The Needles is the metropolis of the upper desert country, and the Needles' Eye is the larger of the two papers published in this desert. The town has a peculiar history, inasmuch as in the first fifteen years of its existence it stood upon borrowed ground. In size the township is one and a half times as large as the State of Vermont. The village of Needles is about eight miles west of the Colorado River on the line of the Santa Fé Railroad. The main part of the village is situated upon Section 29 of the township, which is one of the sections included in the railway grant to the Southern Pacific Railroad Company. The town grew naturally about the station, which was established at the time of the building of the Santa Fé road, and little thought was given to titles at that time.

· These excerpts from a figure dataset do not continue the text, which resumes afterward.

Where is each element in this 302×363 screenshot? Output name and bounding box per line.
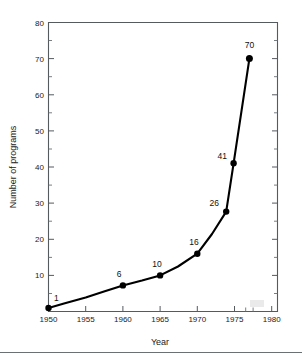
- data-label-16: 16: [189, 237, 199, 247]
- data-label-10: 10: [152, 259, 162, 269]
- y-axis-major-ticks: [49, 23, 55, 312]
- right-axis-ticks: [272, 23, 278, 294]
- x-tick-label-1975: 1975: [226, 315, 244, 324]
- x-axis-ticks: [49, 306, 272, 312]
- y-tick-label-50: 50: [35, 127, 44, 136]
- x-tick-label-1960: 1960: [114, 315, 132, 324]
- y-tick-labels: 80 70 60 50 40 30 20 10: [35, 19, 44, 281]
- data-point-1979[interactable]: [246, 55, 253, 62]
- data-point-1970[interactable]: [194, 251, 200, 257]
- scan-artifact: [250, 300, 264, 307]
- x-tick-label-1970: 1970: [188, 315, 206, 324]
- data-point-1960[interactable]: [120, 282, 126, 288]
- x-tick-label-1955: 1955: [77, 315, 95, 324]
- data-markers: [45, 55, 253, 311]
- x-tick-label-1980: 1980: [263, 315, 281, 324]
- x-tick-labels: 1950 1955 1960 1965 1970 1975 1980: [40, 315, 282, 324]
- y-axis-title: Number of programs: [8, 125, 18, 208]
- data-series-line: [49, 59, 250, 308]
- y-tick-label-70: 70: [35, 55, 44, 64]
- y-tick-label-60: 60: [35, 91, 44, 100]
- data-label-26: 26: [210, 198, 220, 208]
- x-tick-label-1950: 1950: [40, 315, 58, 324]
- x-axis-title: Year: [151, 337, 169, 347]
- y-tick-label-80: 80: [35, 19, 44, 28]
- data-point-1977[interactable]: [230, 160, 236, 166]
- y-tick-label-20: 20: [35, 235, 44, 244]
- data-point-1965[interactable]: [157, 272, 163, 278]
- data-label-70: 70: [245, 40, 255, 50]
- data-point-1950[interactable]: [45, 305, 51, 311]
- data-label-6: 6: [117, 269, 122, 279]
- y-tick-label-30: 30: [35, 199, 44, 208]
- axes-frame: [49, 23, 278, 312]
- line-chart: 80 70 60 50 40 30 20 10 1950 1955 1960 1…: [0, 0, 302, 363]
- data-point-labels: 1 6 10 16 26 41 70: [54, 40, 254, 303]
- x-tick-label-1965: 1965: [151, 315, 169, 324]
- data-label-41: 41: [218, 151, 228, 161]
- y-tick-label-10: 10: [35, 271, 44, 280]
- y-tick-label-40: 40: [35, 163, 44, 172]
- data-label-1: 1: [54, 293, 59, 303]
- figure-container: 80 70 60 50 40 30 20 10 1950 1955 1960 1…: [0, 0, 302, 363]
- plot-spines: [49, 23, 278, 312]
- data-point-1976[interactable]: [223, 208, 229, 214]
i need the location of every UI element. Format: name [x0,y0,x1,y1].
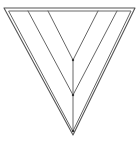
vertex-dot [72,130,74,132]
vertex-dot [72,59,74,61]
inner-triangle-outline [9,11,131,131]
inner-chevron [48,11,98,60]
vertex-dot [72,94,74,96]
inverted-triangle-diagram [0,0,137,142]
outer-triangle [4,8,135,135]
diagram-svg [0,0,137,142]
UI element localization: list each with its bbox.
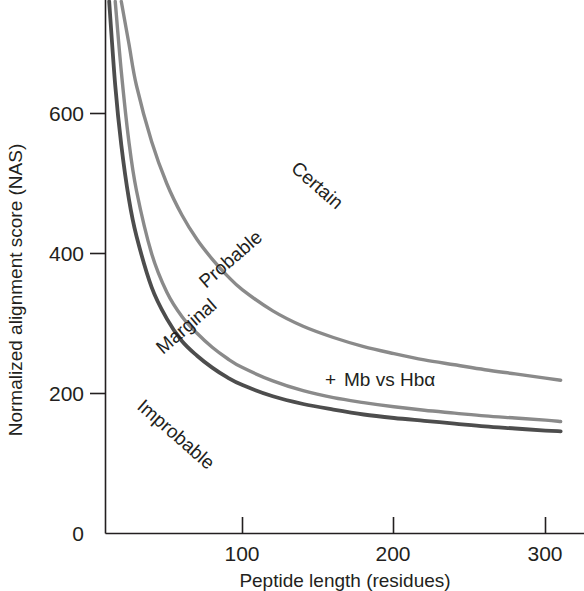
x-tick-label-100: 100 [224,542,259,565]
plus-marker-icon: + [325,369,336,390]
nas-vs-peptide-length-chart: 600 400 200 0 100 200 300 Peptide length… [0,0,584,591]
x-tick-label-200: 200 [375,542,410,565]
chart-figure: 600 400 200 0 100 200 300 Peptide length… [0,0,584,591]
y-tick-label-200: 200 [49,382,84,405]
mb-vs-hba-label: Mb vs Hbα [344,369,435,390]
x-axis-title: Peptide length (residues) [239,570,450,591]
y-tick-label-400: 400 [49,242,84,265]
y-tick-label-600: 600 [49,102,84,125]
y-tick-label-0: 0 [72,522,84,545]
chart-background [0,0,584,591]
x-tick-label-300: 300 [527,542,562,565]
y-axis-title: Normalized alignment score (NAS) [5,144,26,437]
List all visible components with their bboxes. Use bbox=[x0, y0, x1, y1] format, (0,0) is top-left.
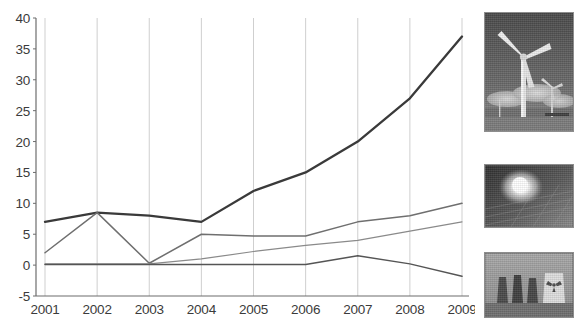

In time the town grew to the dignity of brick blocks, and still the titles remained with the railway company. Some ineffectual efforts were made on one or two occasions to secure titles to the lands from the railway people, but it was not until 1903 that a deal was made whereby the townsmen, in consideration of $43,000, secured deeds to the lands upon which stand their homes and business blocks.
Needles has a population of two thousand souls. It is a mine outfitting town, furnishing supplies for a large and rich gold-mining district north of that locality. The Needles' Eye, which is an eight-page journal, is a wide-awake organ owned, printed, and edited by L. V. Root, a native of Michigan, but a resident of the Southwest since 1892. He formerly edited the New Mexico Gleaner and is familiar with frontier journalism. His paper is devoted to the local interests of the town and to the mining districts of that region.
YEAR-OLD WILLOW TREES AT INTERNATIONAL LINE
Randsburg is a typical mining town with desert accessories. It is the chief town of the gold-mining district known as the "American Rand," and has but one rival in the district, Johannesburg, which is close to it in size and importance, but which has not yet arrived at the dignity of a newspaper.
The Miner is a four-page weekly devoted to the news of the mines and to local items. It has few features of interest outside the locality in which it is published.